180 days (extended to 300 days in most states)
Governing law: 42 U.S.C. § 2000e-5(e)(1) (Title VII). Verified: 2026-06-22. This is federal law — the same deadline applies in every state.

What this means

You must file a charge with the EEOC BEFORE you can sue for most workplace discrimination (Title VII, ADA, GINA). The deadline is 180 calendar days from the discriminatory act — extended to 300 days in states that have their own fair-employment agency (most states do). Age-discrimination (ADEA) follows the same 180/300 rule. The Equal Pay Act is the exception: you may sue directly without an EEOC charge.

Important detail

The 180/300-day clock is strict and starts at the date of the discriminatory act, not your last day of work.
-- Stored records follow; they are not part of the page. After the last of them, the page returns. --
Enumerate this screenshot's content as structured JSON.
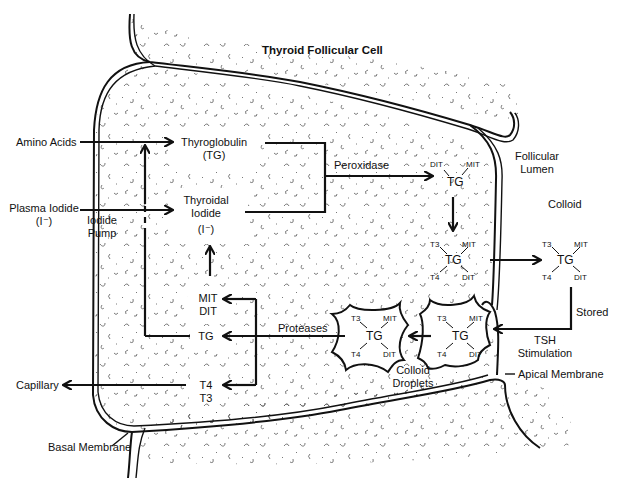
{
  "title": "Thyroid Follicular Cell",
  "inputs": {
    "amino_acids": "Amino Acids",
    "plasma_iodide": "Plasma Iodide",
    "plasma_iodide_symbol": "(I⁻)",
    "iodide_pump_line1": "Iodide",
    "iodide_pump_line2": "Pump",
    "capillary": "Capillary"
  },
  "cell": {
    "thyroglobulin": "Thyroglobulin",
    "thyroglobulin_abbr": "(TG)",
    "thyroidal_iodide_line1": "Thyroidal",
    "thyroidal_iodide_line2": "Iodide",
    "thyroidal_iodide_symbol": "(I⁻)",
    "peroxidase": "Peroxidase",
    "proteases": "Proteases",
    "mit": "MIT",
    "dit": "DIT",
    "tg": "TG",
    "t4": "T4",
    "t3": "T3"
  },
  "lumen": {
    "follicular_line1": "Follicular",
    "follicular_line2": "Lumen",
    "colloid": "Colloid",
    "stored": "Stored",
    "tsh_line1": "TSH",
    "tsh_line2": "Stimulation",
    "colloid_droplets_line1": "Colloid",
    "colloid_droplets_line2": "Droplets"
  },
  "membranes": {
    "apical": "Apical Membrane",
    "basal": "Basal Membrane"
  },
  "molecules": {
    "iodinated_tg": {
      "tl": "DIT",
      "tr": "MIT",
      "center": "TG"
    },
    "coupled_tg": {
      "tl": "T3",
      "tr": "MIT",
      "center": "TG",
      "bl": "T4",
      "br": "DIT"
    }
  }
}
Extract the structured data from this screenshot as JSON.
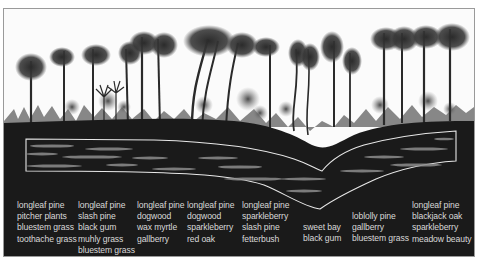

Missing it usually forfeits the federal claim. After the EEOC issues a Right-to-Sue letter you generally have 90 days to file suit.

Don't risk your deadline

Missing the statute of limitations usually ends your case permanently. Talk to a eeoc employment discrimination charge attorney—most offer a free consultation.

Find a eeoc employment discrimination charge attorney →
Not legal advice. This page is informational only and is not a substitute for advice from a licensed attorney. Statutes of limitations are subject to many exceptions — tolling, the discovery rule, minority (under-18) and incapacity rules, government notice-of-claim deadlines (often far shorter), and statutes of repose — any of which can shorten or lengthen the deadline in your specific case. The governing statute citation and the date it was verified are shown above so you can confirm the current text yourself. Never rely on this page to decide whether you can or cannot sue. Consult a licensed attorney in your state before your deadline.